Near the end of the semester, I solved the mystery of the Bias Related Report. Someone left the fruit at the doorstep of a transgender student. He had begun transitioning shortly after enrolling in school, and the fruit had been left outside of his dorm room to make him feel different and unwelcome. For this student that had to assert, daily, his gender and identity in a world where many people may simply choose not to recognize or may even condemn him for it, penis fruit was one more offense in a string of offensives. With this knowledge, penis fruit wasn’t funny. It became apparent just how upsetting it was.

Donald Trump would have loved penis fruit.

But the email never included any context  and thus never allowed for the more nuanced understanding that was needed when discussing what is offensive or what could be perceived as politically incorrect. If it had, maybe it could have sparked a debate on campus about how the school’s own policies, such as binary bathrooms, made students feel marginalized. However, without this important element, the school had simply morally condemned an action, which out of context meant very little. It had said this is wrong while not explaining how that conclusion had been drawn. And in doing so, it had, unknowingly, made a mockery of something that was truly a painful experience for someone.

The natural critique of this assessment is often that it is too difficult for a person, especially one who already feels unwelcome, to explain why something is offensive. For the student in question, emailing the entire school to ask that offensive messages not be left outside his dorm room seems unreasonably. Not only that, but this kind of expectation shifts the burden of resolving this problem from the community to the individual already experiencing the harm.

But that doesn’t mean the school couldn’t have provided some sort of background in which to account the offense of this action.
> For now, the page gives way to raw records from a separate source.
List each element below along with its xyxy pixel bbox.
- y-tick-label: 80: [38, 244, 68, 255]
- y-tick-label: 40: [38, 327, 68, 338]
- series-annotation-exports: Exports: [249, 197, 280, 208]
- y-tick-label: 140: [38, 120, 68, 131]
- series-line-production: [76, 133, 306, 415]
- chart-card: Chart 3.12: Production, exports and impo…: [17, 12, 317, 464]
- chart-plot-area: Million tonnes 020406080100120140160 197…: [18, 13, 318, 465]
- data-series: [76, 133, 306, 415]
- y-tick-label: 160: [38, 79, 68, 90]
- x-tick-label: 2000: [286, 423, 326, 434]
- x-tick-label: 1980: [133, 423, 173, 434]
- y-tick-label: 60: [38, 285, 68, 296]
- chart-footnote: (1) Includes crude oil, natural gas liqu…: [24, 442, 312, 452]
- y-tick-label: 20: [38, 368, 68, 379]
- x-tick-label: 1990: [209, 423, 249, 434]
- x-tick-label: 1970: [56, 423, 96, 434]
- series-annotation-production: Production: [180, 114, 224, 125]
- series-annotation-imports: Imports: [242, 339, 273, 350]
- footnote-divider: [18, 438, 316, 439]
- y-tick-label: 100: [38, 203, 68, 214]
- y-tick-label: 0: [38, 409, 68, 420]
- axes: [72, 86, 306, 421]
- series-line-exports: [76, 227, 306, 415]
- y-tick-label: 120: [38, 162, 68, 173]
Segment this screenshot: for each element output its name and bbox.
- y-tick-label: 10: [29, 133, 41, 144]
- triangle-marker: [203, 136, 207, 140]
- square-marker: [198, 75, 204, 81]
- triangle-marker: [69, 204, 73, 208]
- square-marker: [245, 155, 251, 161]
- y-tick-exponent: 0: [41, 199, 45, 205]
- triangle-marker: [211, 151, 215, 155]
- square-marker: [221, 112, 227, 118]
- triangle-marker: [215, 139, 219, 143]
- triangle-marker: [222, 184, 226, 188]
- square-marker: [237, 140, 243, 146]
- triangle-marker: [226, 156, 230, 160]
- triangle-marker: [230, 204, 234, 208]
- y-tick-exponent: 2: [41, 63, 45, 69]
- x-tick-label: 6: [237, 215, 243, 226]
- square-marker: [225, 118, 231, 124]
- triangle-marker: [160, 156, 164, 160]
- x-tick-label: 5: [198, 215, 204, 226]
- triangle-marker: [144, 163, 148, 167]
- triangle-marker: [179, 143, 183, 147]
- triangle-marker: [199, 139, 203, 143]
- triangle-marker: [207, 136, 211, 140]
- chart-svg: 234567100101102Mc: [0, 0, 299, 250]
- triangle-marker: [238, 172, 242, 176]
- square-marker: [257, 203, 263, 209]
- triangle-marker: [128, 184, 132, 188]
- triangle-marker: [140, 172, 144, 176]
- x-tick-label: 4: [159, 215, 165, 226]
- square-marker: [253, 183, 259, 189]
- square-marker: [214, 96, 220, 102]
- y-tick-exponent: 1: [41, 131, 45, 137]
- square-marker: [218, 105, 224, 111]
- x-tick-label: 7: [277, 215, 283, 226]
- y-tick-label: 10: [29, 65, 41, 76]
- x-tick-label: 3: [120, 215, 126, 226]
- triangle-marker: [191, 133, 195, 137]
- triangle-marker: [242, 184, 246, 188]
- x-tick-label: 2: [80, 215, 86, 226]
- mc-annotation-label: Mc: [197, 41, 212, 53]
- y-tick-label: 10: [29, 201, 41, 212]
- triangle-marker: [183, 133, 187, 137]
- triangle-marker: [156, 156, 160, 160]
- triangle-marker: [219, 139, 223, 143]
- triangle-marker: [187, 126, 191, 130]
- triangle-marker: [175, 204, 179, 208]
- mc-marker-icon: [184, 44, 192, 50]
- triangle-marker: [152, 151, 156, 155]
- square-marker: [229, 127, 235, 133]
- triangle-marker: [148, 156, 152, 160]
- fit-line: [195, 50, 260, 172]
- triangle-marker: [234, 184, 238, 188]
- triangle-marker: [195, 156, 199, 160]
Without that context, the ol’ adage that everything is offensive becomes true, because within a certain moment, yes, everything could be. And that also does not mean, that individuals who are not directly experiencing the harm of an act cannot likewise stand up for those that may be offended by it.

In this sense, penis fruit was a pivotal moment for me, because it illustrated the importance of helping others understand why the project behind political correctness is a noble one. It has the goal of creating a world where everyone feels like they can be equally heard and be part of a community. Nevertheless, reaching that goal means more than just telling someone “that’s sexist,” “that’s racist,” or “that’s offensive.” It means engaging with people who think differently from you, when you can and think it’s useful. Yes, there will be malicious and hateful people in the world that are not useful to speak with, but I would like to believe that most people at SIPA do not intend to be terrible. In that sense, I think it is a disservice to not try to be constructive and provide understanding when we are able, because if we do not give people a space to grow, than they will always just think penis fruit is funny.